There are a lot of things that suck about fighting in the cold—especially when there’s snow in addition to the cold—that make the miserable life of a grunt even more miserable. It sucks to be really wet. It sucks to be really really cold. It really sucks to be really wet and really cold all at the same time. It gets worse, of course, though regular cold and wet is bad enough.
Cold and wet fighting at altitude is worse by an order of magnitude, as many of you reading this can attest.Frigid, snowy conditions give a whole new meaning to the term cold bore shot.Ice and snow confound mobility. Cold thickens CLP and other lubricants.
Weapons are fouled by snow and ice. Plastic and rubber pieces and seals fail or break as metals grow brittle. Muzzle velocities drop, the range of most weapons is degraded. Weapons with a short trigger pull (we don’t count the rather lackluster M9) are something less than forgiving of numb fingers or hands wrapped in thick gloves and mittens. Many fabrics lose flexibility and serious shrinkage can occur (not just in the fabric, either.) There’s lots of things to keep in mind.
To get to the fight you need skis, snowshoes, snowcats, perhaps a Bv206S. Some units train to do nothing but fight in the snow. The Gebirgsjäger, Israel’s Alpinistim and of course our very own Tenth Mountain. Their professionalism and adaptive skills notwithstanding, it may be someone in the civilian sector who has developed the latest and greatest in mountain warfare TTPs. It’s won’t ever show up in 31-70 Chapter 6 or and any of CALL’s handbooks, but we thought it was funny.
Figured maybe it was appropriate for the Labor Day Weekend to wax a little less serious for one article. The guy designing what we have decided should be called the Direct Action Assault Snowboard is Dave Lee, former professional snowboarder and design genius behind lots of unique work at Signal Snowboards: watch the Signal crew do battle on the slopes.
When you’re done, sound off with any of your cold weather experience in the field. Have a favorite little stove small enough to throw in a 3-day pack? Any hints or tips you can pass along to others? Looking for anything in your experience (kit or lesson learned) that might help some other poor bastard humping the side of an icy mountain at the ass end of a freezing valley barely out of the stone age.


* [Work order] Write out exactly, and only, the lines from the one containing "Identify where 'human face' appears." through the last line of the listing below.

* [Material for the task]
____
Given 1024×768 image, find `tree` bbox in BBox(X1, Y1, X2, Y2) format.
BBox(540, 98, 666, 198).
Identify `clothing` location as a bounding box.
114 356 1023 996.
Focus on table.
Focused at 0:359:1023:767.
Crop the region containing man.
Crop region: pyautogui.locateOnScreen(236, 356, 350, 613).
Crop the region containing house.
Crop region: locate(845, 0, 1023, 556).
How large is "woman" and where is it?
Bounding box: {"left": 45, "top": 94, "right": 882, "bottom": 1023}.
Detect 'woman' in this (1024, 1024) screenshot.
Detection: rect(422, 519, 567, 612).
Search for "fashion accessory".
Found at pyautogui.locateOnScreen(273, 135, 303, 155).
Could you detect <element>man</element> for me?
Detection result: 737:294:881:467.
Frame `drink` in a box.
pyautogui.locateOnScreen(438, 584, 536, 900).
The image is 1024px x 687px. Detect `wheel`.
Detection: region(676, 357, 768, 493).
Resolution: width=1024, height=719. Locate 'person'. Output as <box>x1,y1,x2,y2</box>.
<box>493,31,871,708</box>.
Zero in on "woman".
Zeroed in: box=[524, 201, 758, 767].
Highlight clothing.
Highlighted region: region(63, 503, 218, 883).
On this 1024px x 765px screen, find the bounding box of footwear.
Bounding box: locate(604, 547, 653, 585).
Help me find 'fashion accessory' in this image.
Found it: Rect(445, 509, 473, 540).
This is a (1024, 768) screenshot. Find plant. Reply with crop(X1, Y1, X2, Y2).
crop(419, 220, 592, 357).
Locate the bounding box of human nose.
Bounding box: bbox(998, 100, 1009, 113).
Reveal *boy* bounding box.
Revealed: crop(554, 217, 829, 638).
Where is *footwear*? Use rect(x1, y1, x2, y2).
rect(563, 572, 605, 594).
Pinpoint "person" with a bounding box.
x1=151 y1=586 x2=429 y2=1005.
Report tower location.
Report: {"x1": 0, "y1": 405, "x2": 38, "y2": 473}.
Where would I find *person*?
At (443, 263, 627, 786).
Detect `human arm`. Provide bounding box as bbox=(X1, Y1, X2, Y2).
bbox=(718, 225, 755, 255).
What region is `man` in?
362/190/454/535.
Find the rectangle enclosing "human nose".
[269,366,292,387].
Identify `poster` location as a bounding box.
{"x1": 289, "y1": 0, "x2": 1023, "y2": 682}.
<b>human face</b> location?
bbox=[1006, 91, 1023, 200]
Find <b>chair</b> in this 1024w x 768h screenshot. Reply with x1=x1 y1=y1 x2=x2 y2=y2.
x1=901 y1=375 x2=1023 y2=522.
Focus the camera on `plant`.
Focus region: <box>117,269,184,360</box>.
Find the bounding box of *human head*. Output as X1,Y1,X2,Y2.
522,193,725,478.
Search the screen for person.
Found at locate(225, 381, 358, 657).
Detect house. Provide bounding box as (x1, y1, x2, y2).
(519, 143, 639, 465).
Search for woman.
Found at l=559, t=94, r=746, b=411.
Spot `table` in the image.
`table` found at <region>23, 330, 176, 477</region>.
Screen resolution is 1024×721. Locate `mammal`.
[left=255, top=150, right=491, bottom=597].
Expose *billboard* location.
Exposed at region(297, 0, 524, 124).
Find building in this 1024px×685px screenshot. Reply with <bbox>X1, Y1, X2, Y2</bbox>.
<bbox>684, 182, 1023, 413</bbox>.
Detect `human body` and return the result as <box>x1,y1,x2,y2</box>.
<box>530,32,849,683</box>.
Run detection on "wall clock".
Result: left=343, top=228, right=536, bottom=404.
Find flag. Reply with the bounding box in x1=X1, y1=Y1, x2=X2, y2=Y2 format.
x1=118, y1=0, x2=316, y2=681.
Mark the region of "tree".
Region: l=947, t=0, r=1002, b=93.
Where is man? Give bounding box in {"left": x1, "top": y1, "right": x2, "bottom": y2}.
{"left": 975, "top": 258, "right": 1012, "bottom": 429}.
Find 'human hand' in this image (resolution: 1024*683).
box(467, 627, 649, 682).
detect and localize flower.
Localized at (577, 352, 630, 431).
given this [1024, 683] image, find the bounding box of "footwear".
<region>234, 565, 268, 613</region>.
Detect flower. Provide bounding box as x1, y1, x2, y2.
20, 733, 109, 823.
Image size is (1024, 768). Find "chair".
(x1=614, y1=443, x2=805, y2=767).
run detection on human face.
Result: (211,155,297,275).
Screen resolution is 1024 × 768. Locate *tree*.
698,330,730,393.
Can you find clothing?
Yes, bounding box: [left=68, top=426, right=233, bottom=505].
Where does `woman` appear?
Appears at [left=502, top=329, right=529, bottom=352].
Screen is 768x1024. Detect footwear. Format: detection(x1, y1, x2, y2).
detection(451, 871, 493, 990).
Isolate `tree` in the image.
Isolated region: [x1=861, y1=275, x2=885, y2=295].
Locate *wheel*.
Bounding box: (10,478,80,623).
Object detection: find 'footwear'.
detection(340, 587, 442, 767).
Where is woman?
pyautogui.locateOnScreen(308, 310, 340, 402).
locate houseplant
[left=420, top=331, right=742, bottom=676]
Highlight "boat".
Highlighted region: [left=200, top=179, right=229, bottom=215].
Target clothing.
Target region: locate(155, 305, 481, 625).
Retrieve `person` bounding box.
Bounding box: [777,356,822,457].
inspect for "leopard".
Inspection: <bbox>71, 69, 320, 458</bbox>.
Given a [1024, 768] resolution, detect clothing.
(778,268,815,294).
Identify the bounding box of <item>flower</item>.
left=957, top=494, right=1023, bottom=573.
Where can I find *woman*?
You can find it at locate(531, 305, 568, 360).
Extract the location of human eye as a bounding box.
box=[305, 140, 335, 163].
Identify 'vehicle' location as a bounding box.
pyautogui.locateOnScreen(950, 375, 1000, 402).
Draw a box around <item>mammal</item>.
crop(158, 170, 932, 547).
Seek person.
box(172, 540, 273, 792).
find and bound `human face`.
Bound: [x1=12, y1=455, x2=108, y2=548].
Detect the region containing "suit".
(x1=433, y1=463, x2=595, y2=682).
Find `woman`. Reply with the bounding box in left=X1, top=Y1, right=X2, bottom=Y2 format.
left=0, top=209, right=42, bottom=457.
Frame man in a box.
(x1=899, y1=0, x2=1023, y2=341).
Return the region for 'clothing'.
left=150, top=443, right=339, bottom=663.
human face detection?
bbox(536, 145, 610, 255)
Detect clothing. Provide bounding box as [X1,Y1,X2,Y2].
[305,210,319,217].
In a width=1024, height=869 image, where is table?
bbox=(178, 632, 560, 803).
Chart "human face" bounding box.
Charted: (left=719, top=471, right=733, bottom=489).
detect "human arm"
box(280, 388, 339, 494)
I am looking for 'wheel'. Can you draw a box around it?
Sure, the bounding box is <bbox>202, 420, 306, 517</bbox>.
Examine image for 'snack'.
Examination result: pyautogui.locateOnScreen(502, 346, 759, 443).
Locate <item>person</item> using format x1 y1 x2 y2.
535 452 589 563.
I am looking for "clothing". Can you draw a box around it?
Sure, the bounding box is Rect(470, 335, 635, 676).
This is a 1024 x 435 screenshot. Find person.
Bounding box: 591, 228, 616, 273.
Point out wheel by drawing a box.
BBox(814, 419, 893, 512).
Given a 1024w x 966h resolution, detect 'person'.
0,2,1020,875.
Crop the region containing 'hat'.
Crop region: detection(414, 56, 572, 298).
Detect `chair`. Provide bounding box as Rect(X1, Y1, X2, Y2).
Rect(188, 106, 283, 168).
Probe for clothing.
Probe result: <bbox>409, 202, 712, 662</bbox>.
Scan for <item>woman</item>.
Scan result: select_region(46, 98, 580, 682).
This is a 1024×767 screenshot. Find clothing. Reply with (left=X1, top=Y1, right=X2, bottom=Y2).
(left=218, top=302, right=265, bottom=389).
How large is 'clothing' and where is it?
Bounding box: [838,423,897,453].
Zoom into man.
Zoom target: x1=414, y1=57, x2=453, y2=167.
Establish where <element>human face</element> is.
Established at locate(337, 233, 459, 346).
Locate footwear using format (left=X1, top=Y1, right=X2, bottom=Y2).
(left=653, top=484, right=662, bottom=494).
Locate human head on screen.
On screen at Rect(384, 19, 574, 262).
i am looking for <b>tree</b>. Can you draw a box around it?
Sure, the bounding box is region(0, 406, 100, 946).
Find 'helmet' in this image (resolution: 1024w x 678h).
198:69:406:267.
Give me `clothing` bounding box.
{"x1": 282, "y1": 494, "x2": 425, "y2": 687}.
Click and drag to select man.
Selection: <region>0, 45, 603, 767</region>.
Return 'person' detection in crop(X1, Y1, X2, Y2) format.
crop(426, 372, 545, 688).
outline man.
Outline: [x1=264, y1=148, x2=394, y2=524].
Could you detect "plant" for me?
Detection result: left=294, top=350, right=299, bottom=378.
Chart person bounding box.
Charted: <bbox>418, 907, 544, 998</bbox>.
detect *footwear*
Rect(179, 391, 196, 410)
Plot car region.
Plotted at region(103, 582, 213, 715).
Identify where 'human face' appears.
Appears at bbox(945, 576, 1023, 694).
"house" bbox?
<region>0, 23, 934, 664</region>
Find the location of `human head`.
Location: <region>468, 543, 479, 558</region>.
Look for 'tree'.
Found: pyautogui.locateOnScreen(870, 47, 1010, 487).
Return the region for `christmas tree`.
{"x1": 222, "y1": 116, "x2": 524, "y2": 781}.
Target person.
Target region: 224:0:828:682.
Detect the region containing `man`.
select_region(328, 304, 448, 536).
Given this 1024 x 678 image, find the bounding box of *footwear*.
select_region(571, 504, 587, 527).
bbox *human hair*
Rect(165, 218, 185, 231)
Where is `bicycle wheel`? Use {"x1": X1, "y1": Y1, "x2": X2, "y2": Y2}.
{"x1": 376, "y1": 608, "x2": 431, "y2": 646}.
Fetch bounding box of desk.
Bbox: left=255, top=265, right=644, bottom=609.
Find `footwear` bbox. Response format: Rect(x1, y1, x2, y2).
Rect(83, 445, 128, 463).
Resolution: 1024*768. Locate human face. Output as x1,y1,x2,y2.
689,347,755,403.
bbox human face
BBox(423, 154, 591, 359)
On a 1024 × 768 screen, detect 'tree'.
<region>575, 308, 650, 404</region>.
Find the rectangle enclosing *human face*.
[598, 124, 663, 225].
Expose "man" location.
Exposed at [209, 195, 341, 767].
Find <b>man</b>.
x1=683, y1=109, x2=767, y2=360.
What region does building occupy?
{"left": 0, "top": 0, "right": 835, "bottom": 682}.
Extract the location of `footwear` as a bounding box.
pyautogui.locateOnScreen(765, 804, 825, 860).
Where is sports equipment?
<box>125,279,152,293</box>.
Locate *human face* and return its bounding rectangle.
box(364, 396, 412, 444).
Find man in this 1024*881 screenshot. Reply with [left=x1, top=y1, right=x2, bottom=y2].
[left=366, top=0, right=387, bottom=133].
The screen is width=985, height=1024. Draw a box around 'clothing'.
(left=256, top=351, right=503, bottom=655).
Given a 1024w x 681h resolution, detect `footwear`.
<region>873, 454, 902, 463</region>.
____
* [Answer section]
Identify where 'human face' appears.
Appears at bbox(945, 576, 1023, 694).
"house" bbox?
<region>0, 23, 934, 664</region>
Find the location of `human head`.
Location: <region>468, 543, 479, 558</region>.
Look for 'tree'.
Found: pyautogui.locateOnScreen(870, 47, 1010, 487).
Return the region for `christmas tree`.
{"x1": 222, "y1": 116, "x2": 524, "y2": 781}.
Target person.
Target region: 224:0:828:682.
Detect the region containing `man`.
select_region(328, 304, 448, 536).
Given this 1024 x 678 image, find the bounding box of *footwear*.
select_region(571, 504, 587, 527).
bbox *human hair*
Rect(165, 218, 185, 231)
Where is `bicycle wheel`? Use {"x1": X1, "y1": Y1, "x2": X2, "y2": Y2}.
{"x1": 376, "y1": 608, "x2": 431, "y2": 646}.
Fetch bounding box of desk.
Bbox: left=255, top=265, right=644, bottom=609.
Find `footwear` bbox. Response format: Rect(x1, y1, x2, y2).
Rect(83, 445, 128, 463).
Resolution: 1024*768. Locate human face. Output as x1,y1,x2,y2.
689,347,755,403.
bbox human face
BBox(423, 154, 591, 359)
On a 1024 × 768 screen, detect 'tree'.
<region>575, 308, 650, 404</region>.
Find the rectangle enclosing *human face*.
[598, 124, 663, 225].
Expose "man" location.
Exposed at [209, 195, 341, 767].
Find <b>man</b>.
x1=683, y1=109, x2=767, y2=360.
What region does building occupy?
{"left": 0, "top": 0, "right": 835, "bottom": 682}.
Extract the location of `footwear` as a bounding box.
pyautogui.locateOnScreen(765, 804, 825, 860).
Where is sports equipment?
<box>125,279,152,293</box>.
Locate *human face* and return its bounding rectangle.
box(364, 396, 412, 444).
Find man in this 1024*881 screenshot. Reply with [left=x1, top=y1, right=x2, bottom=y2].
[left=366, top=0, right=387, bottom=133].
The screen is width=985, height=1024. Draw a box around 'clothing'.
(left=256, top=351, right=503, bottom=655).
Given a 1024w x 681h resolution, detect `footwear`.
<region>873, 454, 902, 463</region>.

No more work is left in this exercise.